The Bishop and the Butterfly: Murder, Politics, and the End of the Jazz Age
    MuddyPolitics's picture

    Introducing the Republican presidential nominee, Mitt Romney

     

    Roll out the red carpet for Mitt Romney.

     
    El último hombre
     
    His only real challengers in the Republican presidential race have just handed him the nomination.
     
    Herman Cain proved he couldn’t withstand the media profile season once he became a frontrunner, and Rick Perry proved what everybody thought after the first debate – that this Texan is a nut.
     
    Cain is being outed for sexual harassment charges. He denied the allegations, then acknowledged them, denied that a woman was paid off, then acknowledged there was a settlement. He calls this “dirty politics.” I call it “Adios, Herman.”
     
    Like Perry’s brief rise, Cain’s recent polling surge was considered a fluke from the start. There was no way a conservative Republican Party would elect a black man as their presidential nominee. There’s no precedent for it. Still, no one could have predicted he would fall this way. (Most thought it would be his amateurish 9-9-9 tax plan, or his offensive statements about poverty, or his extremist views on abortion, or his singing.)
     
    Perry’s situation is a bit less complex. He gave a speech in New Hampshire. It was so bad I actually wondered if it was in fact a dubbed video from BadLipReading.com. The immediate response from the blogosphere was that he was drunk, or high on meds, or perhaps that he’d bumped his head and turned into a giggling third grader.
     
    Either way, they’re both out of the race now. Not officially, of course. Like Michele Bachmann, Newt Gingrich, Jon Huntsman and Rick Santorum, Cain and Perry most likely will maintain a presence in the race and hope their campaign chests don’t run dry before the first primaries. But for all intents and purposes, they’re done.
     
    Romney deserves the nomination. He’s not an ideal candidate, and I don’t think he has a chance against President Obama. But he played the role he needed to play in order to win.
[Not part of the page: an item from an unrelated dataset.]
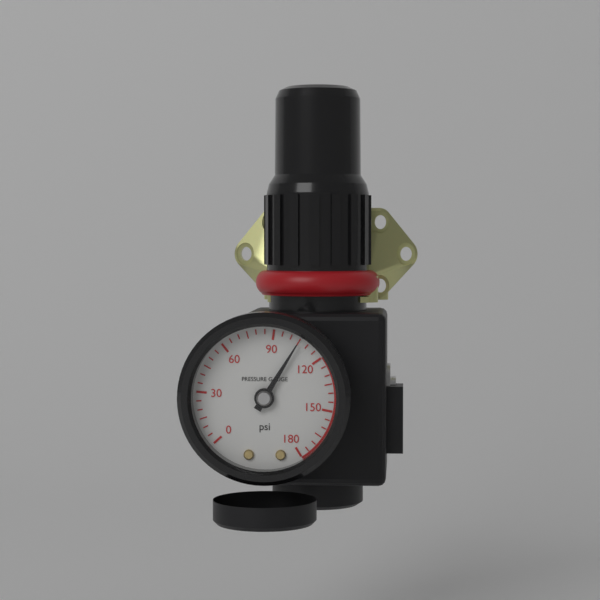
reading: 105 psi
Politically, the victory-by-default strategy was brilliant.
     
    He laid low and stayed calm despite stagnant poll rankings and constant attacks from his primary challengers. He avoided the overhyped but nonetheless irrelevant straw poll events, ignored the Mormon issue that contributed to his defeat in 2008, and kept relatively quiet while the Bachmanns, Perrys and Cains fought for the national spotlight. They got it, but it burned them alive.
     
    As the presumed nominee, the limelight now turns to Romney.
     
    Let’s just hope the media doesn’t completely turn their backs on Cain, Perry and Bachmann. Their circus acts were the only reason anyone paid any attention to this race.